The information and knowledge have become the critical components of success in the highly competitive environment. The long history and growing interest in the issues of learning in organizations have led to the development of formal theory of organizational learning and knowledge management. As confirmed by recent research enterprise’s critical resources may extend beyond the traditional boundaries, with the

(2)

focal enterprise drawing upon the resources of other firms and institutions. Such a per-spective is reflected in the works of scholars who describe the new knowledge-based economy as more collective. They focus on the importance of non-market mechanism in knowledge creation and appropriation. They suggest that knowledge economy requires new governance mechanisms, such as networks. Forms of collective governance, in-cluding networks of both loosely and tightly linked relationships are required to accu-mulate and create knowledge. The knowledge itself, to meet these requests, must have the feature of mobility. The value is increasingly co-craeted by the producer and the consumer.

The new forms of governance have had an impact on all industries, including creative ones Over the past twenty years, the emergence of the Internet and digital technologies significantly reduced physical constraints and facilitated the distribution of music, videos, software, and information. Consumers can therefore easily access creative content available in the digital world. These changes represent a big concern for creative industries involved primarily in the generation and exploitation of cre a-tive contents. In this context, the evolution of creaa-tive industries requires innovation in two main areas. First, legal institutions have to design new frameworks to preserve intellectual property rights. Second, organizations involved in creative industries have to rethink their business models to remain profitable and competitive in changing environments.

1. Mobility and appropriablity of knowledge

It is generally accepted that an enterprise’s critical resources may extend beyond the enterprise’s traditional boundaries, with the focal enterprise drawing upon the re-sources of other firms and institutions (Tomlinson, 2010). Enterprises – in particular SMEs - are increasingly accessing additional accessing additional, substitute and/or complementary knowledge, skills and other resources from external agents in order to overcome resource constraints, and enable them to innovate and/or improve innovation performance (Gronum, Verreynne, Kastelle, 2012).

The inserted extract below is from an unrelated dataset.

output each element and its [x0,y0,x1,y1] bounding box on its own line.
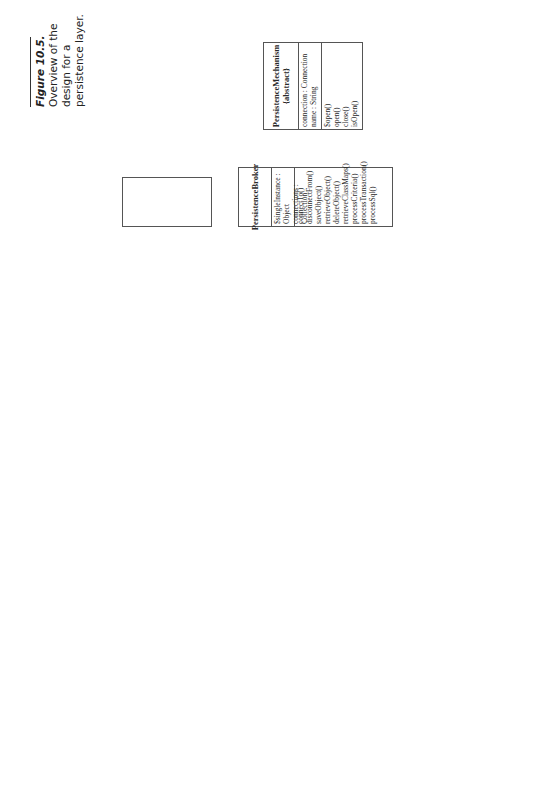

Knowledge mobility is recognised as one of the main components of the

innova-tion network organizainnova-tion (Dhanaraj, Parkhe, 2006). Knowledge mobility refers to “the ease with which knowledge is shared, acquired, and deployed within the network (Dhanaraj, Parkhe, 2006, p. 660).

The second main component of the innovation network organisation is innovation

appropriability which is a mechanism “to ensure value is distributed equitably and

perceived as such by network members” (Levén, Holmström, Mathiassen, 2014, p. 159). From this perspective it is important to analyze innovation-related knowledge flows from networks into enterprises and the ability of enterprises protect intellectual property (IP) and appropriate value. It appears that formal mechanisms, such as patents and copyrights, as well as informal IP protection (e.g. secrecy, complexity of product

(3)

design) do increase innovativeness. In addition to protecting IP, these practices are product market strategies, enabling enterprise to commercialize innovations and appro-priate value. However, we should note that while appropriability mechanisms provide innovation benefits to individual agents, from the perspective of complexity science, IP mechanisms act as barriers to effective knowledge flows (e.g. information sharing).

2. Types of networks

Networking behavior refers to networks formation, change and evolution over time (Chauvet, Chollet, Soda, Huault, 2011). Networking behavior in an innovation context is reflected in motifs for interaction underlying the formation and evolution of different types of complex network structures (Frenken, 2006). Mechanisms of business and learning networks formation as the most crucial in innovations emergence. Firms interact, and establish relationships with external organizations and institutions in order to access resources to facilitate innovation. These resources are typically accessed through the firm’s business network (Tomlinson, 2010). Business networks are particu-larly important conduits for providing access to complementary inputs, exposing firms to novel sources of ideas and facilitating the transfer of tacit knowledge and expertise, and technological opportunity (Tomlinson, 2010). Networks can be classified into two broad categories: market-based networks and localized learning networks.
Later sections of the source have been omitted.